Absolutely right. Depleting aquifers, interrupting market prices, government pork, destroying a big chunk of the gulf with algae, denying low-cost food to the rest of the world, burning a BTU of oil to make a BTU of ethanol. You name it.
Already have the hunting rifle and beef and pork on the hoof. I also have the corn in the bin. Fat and happy for now.
What a sneaky way to starve to death all the poor people on earth!!
And the worst part: The fed. gov't subsidizes the hell (by way of money seized from taxpayers) out of ethanol. Basically: seizing money to funnel to a pipe dream that, in the end, costs us more.
One thing that needs to be changed is get rid of the high tax on cane sugar and quit subsidizing HFCS (High Fructose Corn Syrup), therefore more would be available through that route as well.
Including the "panacea" mentioned serveral times above, "distillers dried grains". Currently running about $200-225/ton.
Corn is runing pretty close to the same price on a per ton basis, so there's no cost advantage to either feed.
Also either way, the feed cost is higher than it would be if the artifical demand for ethanol wasn't there.

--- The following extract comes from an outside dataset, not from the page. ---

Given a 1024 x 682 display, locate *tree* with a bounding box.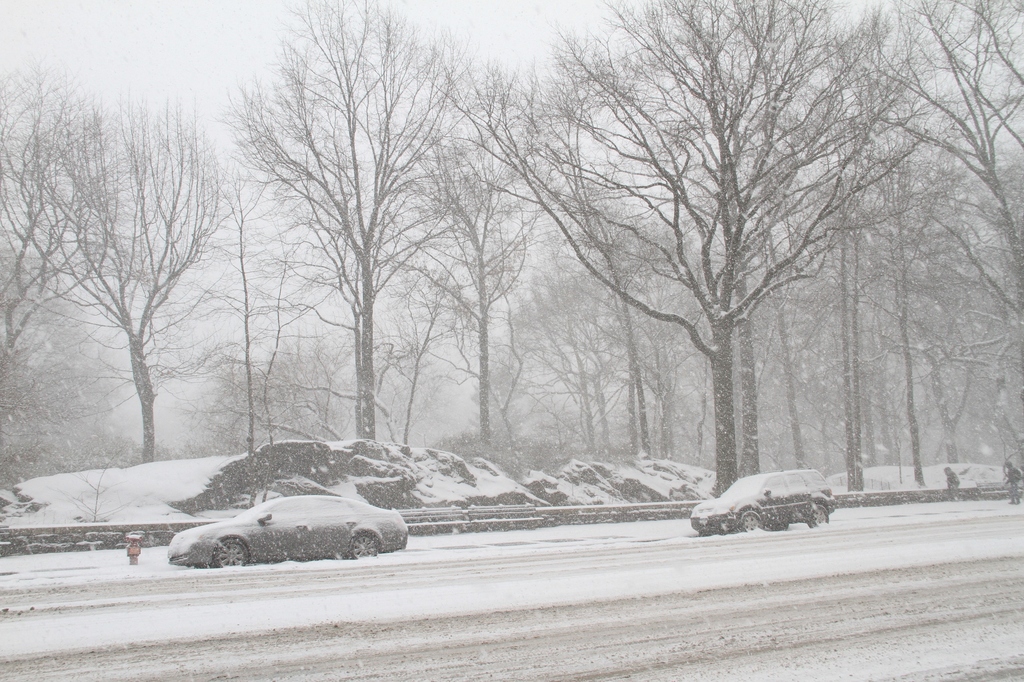
Located: select_region(865, 0, 1023, 486).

How's them gubmint subsidees treatin' ya?
Bttt!
....its also easy to pik out the consumers on welfare on this thread. No better than the OWS movement.
They get govt welfare on Home Mtg. Int deduction, Retirement plan welfare for IRA/401k deductions, College welfare for tuition deductions, participate in the grand ponzi scheme of SS/Medicare happily, They gotten cheap food,clothing and energy well under world market levels for decades......

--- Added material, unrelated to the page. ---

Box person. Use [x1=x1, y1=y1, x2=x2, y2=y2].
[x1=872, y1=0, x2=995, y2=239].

At least a subsidy enhances the full society....welfare is a dead end, no return to society...just a carrot on a stick like a donkey.

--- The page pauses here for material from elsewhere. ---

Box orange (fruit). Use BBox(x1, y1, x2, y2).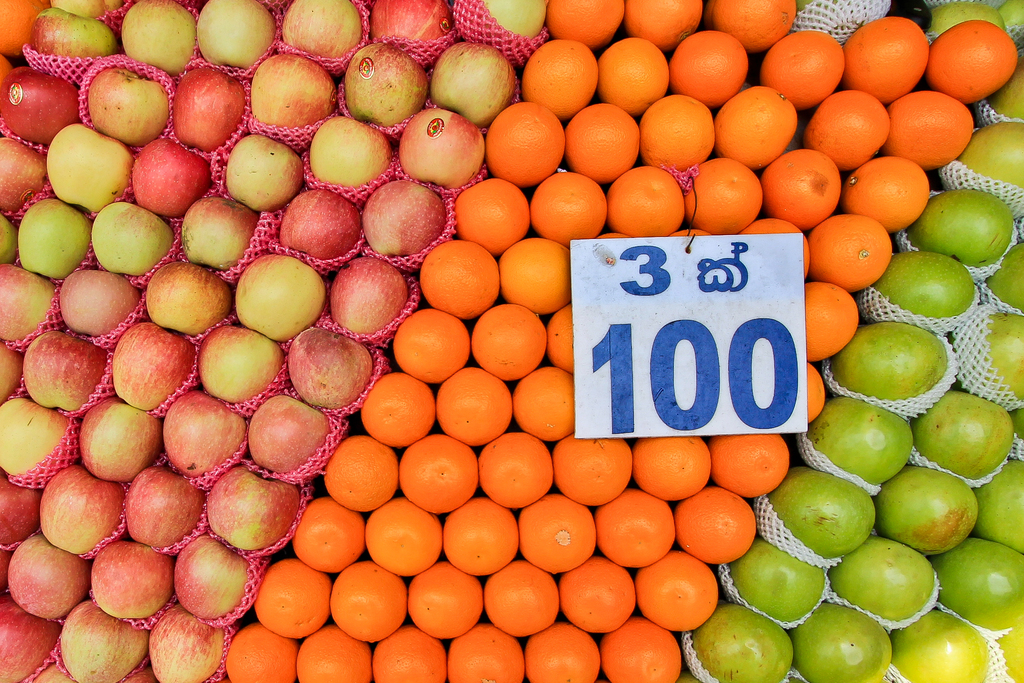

Hopefully the Iowa hog farmers lobby will reduce the power of the Iowa corn farmers lobby and bring some sanity back into the feed market.
......if corn growers have a bad year.....
In October I traveled through 17 states passing through seemingly endless miles of cornfields. The path included extensive views of the crop said to have been doomed by water, perhaps late but there in overabundance.
It seems we have an elastic commodity. That is as demand increases, so does the production. While the claims above seem reasonable, the facts may be that enough corn will be produced to fill all demand.
Then there is exports. As you traverse the Mississippi river you see mega storage and transport facilities for export. If there is a crop diminution, exports will go, domestic will be retained.
I will not argue for ethanol, but my eyes saw am abundance of corn that is awesome.
It appears the meat farmers are jealous of the corn farmers
Even countries like China have banned new ethanol projects. They know that ethanol from corn is NOT an economical source of “new” energy.
How scizophrenic and stupid is our energy policy? We grow corn, not to eat, but to put in our gas tanks, while we refuse to send oil via pipeline from a massive source only 200 miles north of our border.
HA!
Spoken like a true Statist.
"While a $5 billion-a-year federal ethanol subsidy is scheduled to expire this year, the production requirement will remain, unless it's changed by Congress."
That's progress. I don't know if that's all of corn ethanol's subsidies. My main problem is subsidies, all subsidies, except for basic science, e.g. getting hydrocarbon fuel from cellulose in new and cheaper methods, not distilling ethanol from corn. There should be nothing for producing commodities. That's what a free market should determine.